Last week, as reported by the BBC, a "lost" science manuscript from the 1600s was found in the cupboard of a house in Hampshire England. The hand-written document - penned by Dr Robert Hooke - contains the minutes of the Royal Society from 1661 to 1682.

Now being an American, the only Dr. Hook I previously knew of sang:

"Well we're big rock singers.

We got golden fingers.

And we're loved everywhere we go.

We sing about beauty,

And we sing about truth

At ten thousand dollars a show.

We take all kinds of pills

To give us all kind of thrills,

But the thrill we ain't never known

Is the thrill that'll getcha

When you get your picture

On the cover of the Rollin' Stone.”

Ignorance is truly bliss. But I still like that song. Little did I know, the famous Issac Newton quote:

"If I have seen further, it is by standing on the shoulders of giants"

appeared originally in a letter to Dr. Robert Hooke. The quote has been interpreted as a sarcastic remark directed against Dr. Hooke. He had accused Sir Isaac Newton of stealing his ideas about gravity.

It is encouraging to me to read that historic peer working relationships over the past four centuries have not improved from that which I experience every day at my work.

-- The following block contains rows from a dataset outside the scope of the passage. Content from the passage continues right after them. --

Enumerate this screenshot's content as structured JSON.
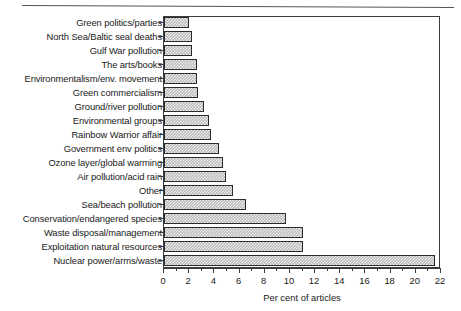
{
  "chart_data": {
    "type": "bar",
    "orientation": "horizontal",
    "title": "",
    "xlabel": "Per cent of articles",
    "ylabel": "",
    "xlim": [
      0,
      22
    ],
    "xticks": [
      0,
      2,
      4,
      6,
      8,
      10,
      12,
      14,
      16,
      18,
      20,
      22
    ],
    "xtick_labels": [
      "0",
      "2",
      "4",
      "6",
      "8",
      "10",
      "12",
      "14",
      "16",
      "18",
      "20",
      "22"
    ],
    "minor_tick_step": 1,
    "grid": false,
    "legend": null,
    "bar_style": {
      "fill_pattern": "fine-checkered-hatch",
      "fill_color": "#b9b9b9",
      "edge_color": "#2b2b2b"
    },
    "categories": [
      "Green politics/parties",
      "North Sea/Baltic seal deaths",
      "Gulf War pollution",
      "The arts/books",
      "Environmentalism/env. movement",
      "Green commercialism",
      "Ground/river pollution",
      "Environmental groups",
      "Rainbow Warrior affair",
      "Government env politics",
      "Ozone layer/global warming",
      "Air pollution/acid rain",
      "Other",
      "Sea/beach pollution",
      "Conservation/endangered species",
      "Waste disposal/management",
      "Exploitation natural resources",
      "Nuclear power/arms/waste"
    ],
    "values": [
      2.0,
      2.2,
      2.2,
      2.6,
      2.6,
      2.7,
      3.2,
      3.6,
      3.7,
      4.4,
      4.7,
      4.9,
      5.5,
      6.5,
      9.7,
      11.0,
      11.0,
      21.5
    ]
  }
}
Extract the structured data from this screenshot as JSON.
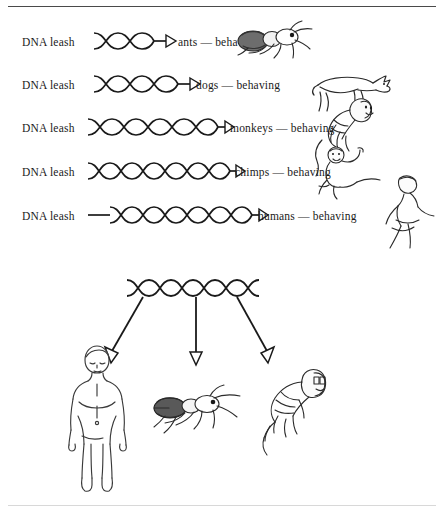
{
  "figure": {
    "rows": [
      {
        "leash_label": "DNA leash",
        "species_label": "ants — behaving",
        "helix_coils": 2,
        "lead_in": 0,
        "helix_width": 70,
        "label_x": 178,
        "creature": "ant-illustration"
      },
      {
        "leash_label": "DNA leash",
        "species_label": "dogs — behaving",
        "helix_coils": 3,
        "lead_in": 0,
        "helix_width": 96,
        "label_x": 196,
        "creature": "dog-illustration"
      },
      {
        "leash_label": "DNA leash",
        "species_label": "monkeys — behaving",
        "helix_coils": 5,
        "lead_in": 0,
        "helix_width": 134,
        "label_x": 230,
        "creature": "monkey-illustration"
      },
      {
        "leash_label": "DNA leash",
        "species_label": "chimps — behaving",
        "helix_coils": 6,
        "lead_in": 0,
        "helix_width": 152,
        "label_x": 235,
        "creature": "chimp-illustration"
      },
      {
        "leash_label": "DNA leash",
        "species_label": "humans — behaving",
        "helix_coils": 6,
        "lead_in": 22,
        "helix_width": 176,
        "label_x": 258,
        "creature": "human-standing-illustration"
      }
    ],
    "branch": {
      "helix_coils": 6,
      "helix_width": 132,
      "targets": [
        {
          "name": "human-figure"
        },
        {
          "name": "ant-figure"
        },
        {
          "name": "monkey-figure"
        }
      ]
    },
    "colors": {
      "ink": "#1a1a1a",
      "rule": "#4a4a4a",
      "paper": "#ffffff"
    }
  }
}
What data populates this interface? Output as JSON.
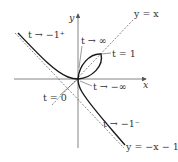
{
  "diagram": {
    "axes": {
      "x_label": "x",
      "y_label": "y"
    },
    "lines": {
      "identity": "y = x",
      "asymptote": "y = −x − 1"
    },
    "annotations": {
      "t_to_neg1_plus": "t → −1⁺",
      "t_to_inf": "t → ∞",
      "t_eq_1": "t = 1",
      "t_to_neg_inf": "t → −∞",
      "t_eq_0": "t = 0",
      "t_to_neg1_minus": "t → −1⁻"
    },
    "colors": {
      "curve": "#1a1a1a",
      "axes": "#555555",
      "dashed": "#555555",
      "text": "#333333"
    }
  }
}
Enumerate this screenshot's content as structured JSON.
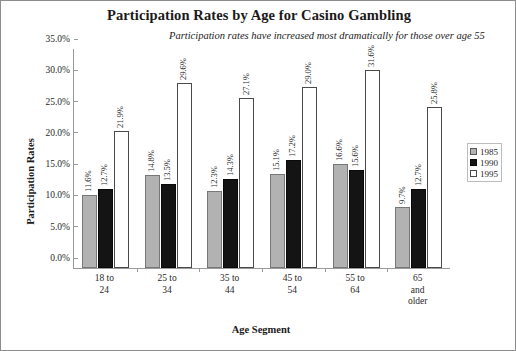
{
  "chart_data": {
    "type": "bar",
    "title": "Participation Rates by Age for Casino Gambling",
    "subtitle": "Participation rates have increased most dramatically for those over age 55",
    "xlabel": "Age Segment",
    "ylabel": "Participation Rates",
    "ylim": [
      0,
      35
    ],
    "ytick_labels": [
      "0.0%",
      "5.0%",
      "10.0%",
      "15.0%",
      "20.0%",
      "25.0%",
      "30.0%",
      "35.0%"
    ],
    "ytick_values": [
      0,
      5,
      10,
      15,
      20,
      25,
      30,
      35
    ],
    "grid": false,
    "legend_position": "right",
    "categories": [
      "18 to 24",
      "25 to 34",
      "35 to 44",
      "45 to 54",
      "55 to 64",
      "65 and older"
    ],
    "category_lines": [
      [
        "18 to",
        "24"
      ],
      [
        "25 to",
        "34"
      ],
      [
        "35 to",
        "44"
      ],
      [
        "45 to",
        "54"
      ],
      [
        "55 to",
        "64"
      ],
      [
        "65",
        "and",
        "older"
      ]
    ],
    "series": [
      {
        "name": "1985",
        "color": "#b2b2b2",
        "values": [
          11.6,
          14.8,
          12.3,
          15.1,
          16.6,
          9.7
        ],
        "labels": [
          "11.6%",
          "14.8%",
          "12.3%",
          "15.1%",
          "16.6%",
          "9.7%"
        ]
      },
      {
        "name": "1990",
        "color": "#141414",
        "values": [
          12.7,
          13.5,
          14.3,
          17.2,
          15.6,
          12.7
        ],
        "labels": [
          "12.7%",
          "13.5%",
          "14.3%",
          "17.2%",
          "15.6%",
          "12.7%"
        ]
      },
      {
        "name": "1995",
        "color": "#ffffff",
        "values": [
          21.9,
          29.6,
          27.1,
          29.0,
          31.6,
          25.8
        ],
        "labels": [
          "21.9%",
          "29.6%",
          "27.1%",
          "29.0%",
          "31.6%",
          "25.8%"
        ]
      }
    ]
  }
}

But what an impressive litany of discoveries and work this man produced:

  • Hooke experimentally demonstrated the inverse-square law of gravity
  • Coined the biological word "cell"
    • so called because his observations of plant cells reminded him of monks' cells which were called "cellula".
  • Helped pave the way for the steam engine
  • Designed the sash window
  • Designed the velocipede
    • The Bicycle!
  • Helped to rebuild London after the Great Fire of 1666
    • Co-designer of London!
  • He worked on designing the Royal Greenwich Observatory
    • from which “Greenwich mean time” derives.
  • Invented the Anchor Escapement
    • The anchor escapement is a type of escapement, the mechanism in a clock that maintains the swinging of a pendulum for accurate timekeeping.
And the discovery of:
  • Hooke's law of elasticity, which describes the linear variation of tension with extension in an elastic spring.
    • How could we possibly do without rubber bands and springs?
  • the first binary star
  • the iris diaphragm in cameras
  • the wheel-cutting engine
  • the universal joint
  • the punched paper record keeper
  • the worm gear
  • the optical telegraph
  • the deep sea sampler
  • the wind gauge
Hooke also transformed or improved all the important scientific instruments of his age:
  • thermometers,
  • barometers,
  • reflecting and refracting telescopes,
  • single lens and compound microscopes,
  • quadrants,
  • sextants,
  • pendulums,
  • watches,
  • precision balances,
  • vacuum pumps,
  • micrometer eyepieces,
  • dividing engines (for accurately calibrating quadrant and other scales).
  • and he made the air pump that enabled Robert Boyle to develop his law of gases.
Dr Robert Hooke, who died in 1703, has been described as the unsung hero of science and "England's Leonardo". But he never made the cover of the Rolling Stone.